Potentially useful for DNS SRV lookups (?)
SQLdatabase
Cache
PeriodicRefresh
< 1 ms
REGISTER performanceREGISTER performanceSingle CPU Sun Ultra10
Response time is constant for Cache (FastSQL)
Process models (1)Process models (1)One thread per
request Doesn’t scale
Too many threads over a short timescale
Stateless proxy: 2-4 threads per transaction
High load affects throughput
R1R2
R3
R4
IncomingRequestsR1-4
Load
Thro
ughp
ut
Process models (2)Process models (2)Thread pool + Queue Thread overhead less;
more useful processing Overload management
drop requests over responses, drop tail
Not enough if holding time is high
Each request holds (blocks) a thread
IncomingRequestsR1-4
Fixed number of threads
Load
Thro
ughp
ut
Stateless proxy (Solaris)Stateless proxy (Solaris)
Turnaround time is almost constant for stateless proxy
• The sudden increase in response time - client problem
• UDP losses on Ultra10 @ (120 * 6 * 500 * 8) bps
Stateless proxy (Linux)Stateless proxy (Linux)
Request turnaround time breaks downResponse turnaround time is constantEffect of high holding times and thread schedulingHow to set queue size – investigate?
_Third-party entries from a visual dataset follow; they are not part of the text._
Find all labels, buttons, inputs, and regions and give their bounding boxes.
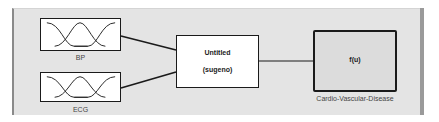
input-label-ecg: ECG [40,106,121,113]
fis-title: Untitled [177,49,258,56]
fis-block[interactable]: Untitled (sugeno) [176,35,259,88]
input-block-bp[interactable] [40,18,121,51]
fis-type: (sugeno) [177,66,258,73]
canvas-right-border [420,8,424,115]
output-function-block[interactable]: f(u) [313,30,397,92]
input-label-bp: BP [40,54,121,61]
membership-functions-icon [41,19,120,50]
input-block-ecg[interactable] [40,72,121,102]
output-label: Cardio-Vascular-Disease [300,95,410,102]
membership-functions-icon [41,73,120,101]
output-expression: f(u) [315,56,395,63]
Queue evolution for sipdQueue evolution for sipd
Number of requests (y-axis) waiting in the queue for a free thread on Solaris (left) and Linux (right) over a period of up-time (x-axis).
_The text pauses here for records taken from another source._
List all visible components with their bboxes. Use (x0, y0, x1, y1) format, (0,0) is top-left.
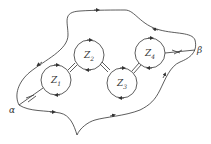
point-beta-label: β (197, 46, 202, 55)
cut-z1-z2 (68, 63, 77, 72)
circle-z4-label: Z4 (145, 49, 155, 60)
z3-sub: 3 (123, 83, 127, 90)
z4-sub: 4 (151, 53, 155, 60)
cut-z4-beta (165, 50, 195, 54)
point-alpha-label: α (9, 106, 15, 115)
z1-sub: 1 (57, 80, 61, 87)
outer-boundary-contour (17, 10, 196, 135)
cut-alpha-z1 (19, 88, 43, 105)
diagram-canvas (0, 0, 211, 144)
cut-z3-z4 (132, 63, 141, 73)
circle-z1-label: Z1 (51, 76, 61, 87)
contour-diagram: α β Z1 Z2 Z3 Z4 (0, 0, 211, 144)
circle-z3-label: Z3 (117, 79, 127, 90)
z2-sub: 2 (90, 55, 94, 62)
circle-z2-label: Z2 (84, 51, 94, 62)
Process models (3)Process models (3) Blocking thread model needs “too
many” threads Stateful transaction stays for 30 s Return thread to free pool instead of
blocking Event-driven architectures
State transition triggered by a global event scheduler
OnIncoming1xx(), OnInviteTimeout(), … SIP-CGI: pre-forked multiple processes
Socket managementSocket management Problem: open sockets limit (1024),
“liveness” detection, retransmission One socket per transaction does not
scale Global socket if downstream server is
alive, soft state – works for UDP Hard for TCP/TLS – connections Worse for Java servers – no select, poll
Optimizing protocol Optimizing protocol processingprocessing Not too useful if CPU is not the
bottleneck Text protocol - parsing, formatting
overheads Order of headers matter (Via) Other optimizations (parse-on-
demand, date formatting). . .
ConclusionConclusion Unlike web servers: can be stateful, less
disk I/O, lesser impact of TCP stack/behavior, …
Pros: UDP, Stateless routing, Load-balancing using DNS, …
Challenges: scaling state machine, Towards 2.5M BHCA (3600 messages/s)
Event driven architecture (SEDA?) Resource management (file limits, threads) Tuning operating system (scheduler, …)
Future workFuture work Stateful proxy performance
Evaluate event driven architecture Effect of request forking (> 1
contacts) on server behavior Programmable scripts
Queue management and overload control
Other types of servers (conference servers, media servers, etc.),
ReferencesReferences CINEMA web page.
http://www.cs.columbia.edu/IRT/cinema H. Schulzrinne. “Industrial strength
internet telephony,” Presentation at 6th SIP bakeoff, Dec. 2000.
H. Schulzrinne et. al. “SIPstone – Benchmarking SIP server performance,” CS Technical report, Columbia University.